I have a rather basic application hosted on Kubernetes, which connects to a Mongo database.
The app has a wallet feature. A user can put money in their wallet using real-world payments (e.g. via PayPal). Each payment is registered as a transaction for that user. The money in the wallet is then used to pay for orders, which may come from different sources - Shopify, API, placed manually, etc. - at random times. Current user balance is inferred by aggregating the transactions (double-entry basically).
Consider the following scenario: a user with $100 in their wallet receives two orders at the same time, each worth $80. Obviously, only one of these orders should be placed. Unfortunately, a wallet payment is not an atomic procedure - I need to calculate the balance first and then, if it is sufficient, record a payment transaction. Even if I do this inside a database transaction, these two simultaneous orders might still think that there is enough balance, if these transactions are executed in parallel. To ensure that this does not happen I used locking. Each order will thus:
- place a lock on the user's wallet so that only a single wallet payment is executed at a time;
- "execute" the payment by recording a transaction;
- place the order;
- unlock the wallet.
This means that all wallet payments for a single user should be processed sequentially. I feel like it would make sense to place users' wallet payments into queues - as soon as one payment is completed (the wallet is unlocked) the next one proceeds. These would have to be per-user queues - separate users' payments can be safely processed in parallel.
Unfortunately, I don't know how to properly solve this. Implementing such queues in memory would be trivial but also non-resilient. I was thinking about utilising some MQ, but I have little experience and am faced with challenges:
- it would be nice if it's a distributed queue, which I could easily run on Kubernetes;
- I actually need many parallel queues - one queue per user; let's assume tens of thousands of users;
- the load needs to be distributed evenly across the application pods. I reckon the queues ought to somehow push the payments to the application pods rather than have the pods pull messages - I don't want to couple the pods with specific users.
My questions:
- Is the basic idea reasonable? Are there any obvious problems here that I don't see?
- What mechanism do I need to achieve resilient evenly distributed processing of many queues in parallel? Do I need a messaging queue + load balancing or some Pub/Sub solution, or something else?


Problem requirements - A faithful transcription of all the data is required.
--------------------------------------------------
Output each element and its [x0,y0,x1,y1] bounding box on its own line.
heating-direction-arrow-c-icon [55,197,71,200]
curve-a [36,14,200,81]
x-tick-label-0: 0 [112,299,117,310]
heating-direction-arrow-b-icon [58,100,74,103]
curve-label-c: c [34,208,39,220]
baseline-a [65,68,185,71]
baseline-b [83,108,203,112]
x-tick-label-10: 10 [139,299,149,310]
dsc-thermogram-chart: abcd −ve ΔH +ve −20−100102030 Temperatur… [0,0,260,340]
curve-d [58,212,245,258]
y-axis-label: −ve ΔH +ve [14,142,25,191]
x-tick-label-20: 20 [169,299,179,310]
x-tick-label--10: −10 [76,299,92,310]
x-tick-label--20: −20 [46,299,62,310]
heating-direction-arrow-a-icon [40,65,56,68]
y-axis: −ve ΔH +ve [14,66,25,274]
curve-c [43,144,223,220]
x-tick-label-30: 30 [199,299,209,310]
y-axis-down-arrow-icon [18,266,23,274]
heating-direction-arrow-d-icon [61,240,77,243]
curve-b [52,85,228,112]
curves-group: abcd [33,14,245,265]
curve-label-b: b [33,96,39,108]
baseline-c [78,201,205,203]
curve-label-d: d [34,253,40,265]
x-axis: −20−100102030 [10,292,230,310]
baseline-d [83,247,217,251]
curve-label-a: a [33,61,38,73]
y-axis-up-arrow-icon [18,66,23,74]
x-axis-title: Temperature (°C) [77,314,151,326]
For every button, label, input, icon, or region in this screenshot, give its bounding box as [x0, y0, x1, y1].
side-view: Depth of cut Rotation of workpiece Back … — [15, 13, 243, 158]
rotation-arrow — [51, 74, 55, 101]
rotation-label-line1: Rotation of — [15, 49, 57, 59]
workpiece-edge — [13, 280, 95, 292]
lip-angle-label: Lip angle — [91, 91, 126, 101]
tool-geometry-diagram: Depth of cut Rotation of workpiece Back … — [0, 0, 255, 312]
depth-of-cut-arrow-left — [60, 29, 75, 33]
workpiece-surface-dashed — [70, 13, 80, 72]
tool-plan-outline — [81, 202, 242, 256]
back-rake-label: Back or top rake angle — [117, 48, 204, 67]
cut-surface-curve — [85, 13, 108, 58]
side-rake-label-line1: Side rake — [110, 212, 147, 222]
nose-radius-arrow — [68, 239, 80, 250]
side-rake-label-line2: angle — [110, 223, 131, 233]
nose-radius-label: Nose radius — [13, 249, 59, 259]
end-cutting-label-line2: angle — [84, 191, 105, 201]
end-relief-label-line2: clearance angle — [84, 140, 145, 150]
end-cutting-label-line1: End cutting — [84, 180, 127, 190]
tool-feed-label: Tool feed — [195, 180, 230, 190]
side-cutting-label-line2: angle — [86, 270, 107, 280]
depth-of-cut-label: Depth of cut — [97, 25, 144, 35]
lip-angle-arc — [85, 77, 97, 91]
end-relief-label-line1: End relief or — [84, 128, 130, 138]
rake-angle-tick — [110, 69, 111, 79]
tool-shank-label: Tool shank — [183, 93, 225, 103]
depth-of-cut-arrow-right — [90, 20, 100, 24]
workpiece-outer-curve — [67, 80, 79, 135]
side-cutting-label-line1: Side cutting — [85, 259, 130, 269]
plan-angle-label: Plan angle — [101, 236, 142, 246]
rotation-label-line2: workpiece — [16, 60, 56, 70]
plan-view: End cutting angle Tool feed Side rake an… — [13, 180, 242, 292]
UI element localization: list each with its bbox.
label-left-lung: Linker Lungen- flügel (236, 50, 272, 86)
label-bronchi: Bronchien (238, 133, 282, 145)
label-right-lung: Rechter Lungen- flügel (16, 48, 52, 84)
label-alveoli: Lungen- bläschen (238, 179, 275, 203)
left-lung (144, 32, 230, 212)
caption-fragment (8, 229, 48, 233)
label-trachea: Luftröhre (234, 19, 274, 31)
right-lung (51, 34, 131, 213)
--------------------------------------------------
Completed exercise -
Output each element and its [x0,y0,x1,y1] bounding box on its own line.
heating-direction-arrow-c-icon [55,197,71,200]
curve-a [36,14,200,81]
x-tick-label-0: 0 [112,299,117,310]
heating-direction-arrow-b-icon [58,100,74,103]
curve-label-c: c [34,208,39,220]
baseline-a [65,68,185,71]
baseline-b [83,108,203,112]
x-tick-label-10: 10 [139,299,149,310]
dsc-thermogram-chart: abcd −ve ΔH +ve −20−100102030 Temperatur… [0,0,260,340]
curve-d [58,212,245,258]
y-axis-label: −ve ΔH +ve [14,142,25,191]
x-tick-label-20: 20 [169,299,179,310]
x-tick-label--10: −10 [76,299,92,310]
x-tick-label--20: −20 [46,299,62,310]
heating-direction-arrow-a-icon [40,65,56,68]
y-axis: −ve ΔH +ve [14,66,25,274]
curve-c [43,144,223,220]
x-tick-label-30: 30 [199,299,209,310]
y-axis-down-arrow-icon [18,266,23,274]
heating-direction-arrow-d-icon [61,240,77,243]
curve-b [52,85,228,112]
curves-group: abcd [33,14,245,265]
curve-label-b: b [33,96,39,108]
baseline-c [78,201,205,203]
curve-label-d: d [34,253,40,265]
x-axis: −20−100102030 [10,292,230,310]
baseline-d [83,247,217,251]
curve-label-a: a [33,61,38,73]
y-axis-up-arrow-icon [18,66,23,74]
x-axis-title: Temperature (°C) [77,314,151,326]
For every button, label, input, icon, or region in this screenshot, give its bounding box as [x0, y0, x1, y1].
side-view: Depth of cut Rotation of workpiece Back … — [15, 13, 243, 158]
rotation-arrow — [51, 74, 55, 101]
rotation-label-line1: Rotation of — [15, 49, 57, 59]
workpiece-edge — [13, 280, 95, 292]
lip-angle-label: Lip angle — [91, 91, 126, 101]
tool-geometry-diagram: Depth of cut Rotation of workpiece Back … — [0, 0, 255, 312]
depth-of-cut-arrow-left — [60, 29, 75, 33]
workpiece-surface-dashed — [70, 13, 80, 72]
tool-plan-outline — [81, 202, 242, 256]
back-rake-label: Back or top rake angle — [117, 48, 204, 67]
cut-surface-curve — [85, 13, 108, 58]
side-rake-label-line1: Side rake — [110, 212, 147, 222]
nose-radius-arrow — [68, 239, 80, 250]
side-rake-label-line2: angle — [110, 223, 131, 233]
nose-radius-label: Nose radius — [13, 249, 59, 259]
end-cutting-label-line2: angle — [84, 191, 105, 201]
end-relief-label-line2: clearance angle — [84, 140, 145, 150]
end-cutting-label-line1: End cutting — [84, 180, 127, 190]
tool-feed-label: Tool feed — [195, 180, 230, 190]
side-cutting-label-line2: angle — [86, 270, 107, 280]
depth-of-cut-label: Depth of cut — [97, 25, 144, 35]
lip-angle-arc — [85, 77, 97, 91]
end-relief-label-line1: End relief or — [84, 128, 130, 138]
rake-angle-tick — [110, 69, 111, 79]
tool-shank-label: Tool shank — [183, 93, 225, 103]
depth-of-cut-arrow-right — [90, 20, 100, 24]
workpiece-outer-curve — [67, 80, 79, 135]
side-cutting-label-line1: Side cutting — [85, 259, 130, 269]
plan-angle-label: Plan angle — [101, 236, 142, 246]
rotation-label-line2: workpiece — [16, 60, 56, 70]
plan-view: End cutting angle Tool feed Side rake an… — [13, 180, 242, 292]
UI element localization: list each with its bbox.
label-left-lung: Linker Lungen- flügel (236, 50, 272, 86)
label-bronchi: Bronchien (238, 133, 282, 145)
label-right-lung: Rechter Lungen- flügel (16, 48, 52, 84)
label-alveoli: Lungen- bläschen (238, 179, 275, 203)
left-lung (144, 32, 230, 212)
caption-fragment (8, 229, 48, 233)
label-trachea: Luftröhre (234, 19, 274, 31)
right-lung (51, 34, 131, 213)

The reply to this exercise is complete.